Paramount Takes Beyblade for a Spin as Live-Action Film

Deadline is reporting that Paramount Pictures and producer Mary Parent’s Disruption Entertainment are developing the toyline Beyblade as a live-action feature film.

Essentially weighted spinning tops with different abilities that can be launched into “battle” with each other, Beyblade originated at Japanese company Takara Tomy in 2000, and were licensed by Hasbro for America in 2001. Generating over $2.5 billion dollars in revenue, the brand was popularized by a manga series by Takao Aoki about a group of kids who form a team called Bladebreakers to compete in tournaments using Beyblades. The property has spawned several Anime series, video games, and two animated movies, not to mention a new toyline scheduled to debut in 2017.
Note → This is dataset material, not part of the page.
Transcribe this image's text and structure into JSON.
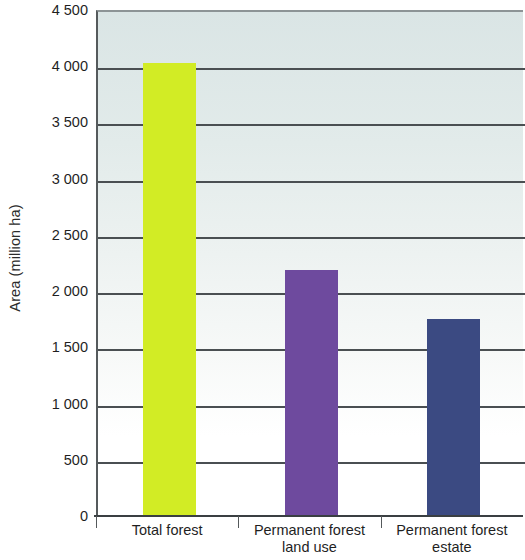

Paramount has had enormous success in adapting Hasbro’s Transformers toys into a major film franchise, but its two G.I. Joe films have only performed moderately well at the box office. Meanwhile, Universal achieved amazing low-budget profitability with Ouija while the expensive Battleship utterly sunk. Beyblade has an extensive mythology with worldwide recognition to adapt, although it lacks the nostalgia factor of those previous properties and may prove a tough sell to older millennials and their parents.

Former Universal co-chair Parent is also producing the toyetic Monster Trucks movie at Paramount, currently in a lengthy post-production for a 2016 release, as well as the Pacific Rim franchise at Legendary/Universal.